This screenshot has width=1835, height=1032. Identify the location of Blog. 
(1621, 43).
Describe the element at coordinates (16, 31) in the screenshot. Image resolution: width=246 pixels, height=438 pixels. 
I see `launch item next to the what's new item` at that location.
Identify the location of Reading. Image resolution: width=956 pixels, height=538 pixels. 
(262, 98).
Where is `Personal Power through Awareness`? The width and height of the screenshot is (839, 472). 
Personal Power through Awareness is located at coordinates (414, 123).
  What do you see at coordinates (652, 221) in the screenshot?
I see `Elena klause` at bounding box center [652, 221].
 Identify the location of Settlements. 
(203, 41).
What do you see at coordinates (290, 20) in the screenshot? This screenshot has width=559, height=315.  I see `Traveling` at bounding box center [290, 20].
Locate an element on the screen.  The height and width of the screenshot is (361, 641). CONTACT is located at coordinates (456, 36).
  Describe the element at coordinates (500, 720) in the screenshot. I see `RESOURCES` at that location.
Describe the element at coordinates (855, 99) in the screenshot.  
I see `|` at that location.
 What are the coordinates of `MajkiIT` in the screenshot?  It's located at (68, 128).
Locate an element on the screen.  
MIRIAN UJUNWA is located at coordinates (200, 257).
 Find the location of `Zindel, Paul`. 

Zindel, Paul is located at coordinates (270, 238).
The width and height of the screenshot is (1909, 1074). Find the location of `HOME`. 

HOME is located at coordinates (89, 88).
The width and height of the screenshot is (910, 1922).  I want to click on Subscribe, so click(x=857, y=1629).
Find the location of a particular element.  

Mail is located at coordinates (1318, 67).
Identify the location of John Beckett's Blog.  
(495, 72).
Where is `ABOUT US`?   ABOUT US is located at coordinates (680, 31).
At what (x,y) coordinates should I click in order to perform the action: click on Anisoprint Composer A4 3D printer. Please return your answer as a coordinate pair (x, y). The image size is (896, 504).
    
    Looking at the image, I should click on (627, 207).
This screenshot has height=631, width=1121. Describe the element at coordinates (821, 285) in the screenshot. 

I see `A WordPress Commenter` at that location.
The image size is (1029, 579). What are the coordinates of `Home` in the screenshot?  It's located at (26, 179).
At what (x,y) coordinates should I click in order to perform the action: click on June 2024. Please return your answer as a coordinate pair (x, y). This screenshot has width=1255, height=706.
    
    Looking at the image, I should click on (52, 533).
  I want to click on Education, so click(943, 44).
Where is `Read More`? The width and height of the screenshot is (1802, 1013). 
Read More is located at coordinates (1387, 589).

------------------------------------------------------------

What you will do ▸ In the records above, locate the line that contains "The image size is (1029, 579).". Repeat it and every line after it, exactly, and nothing else.

Task answer ▸
The image size is (1029, 579). What are the coordinates of `Home` in the screenshot?  It's located at (26, 179).
At what (x,y) coordinates should I click in order to perform the action: click on June 2024. Please return your answer as a coordinate pair (x, y). This screenshot has width=1255, height=706.
    
    Looking at the image, I should click on (52, 533).
  I want to click on Education, so click(943, 44).
Where is `Read More`? The width and height of the screenshot is (1802, 1013). 
Read More is located at coordinates (1387, 589).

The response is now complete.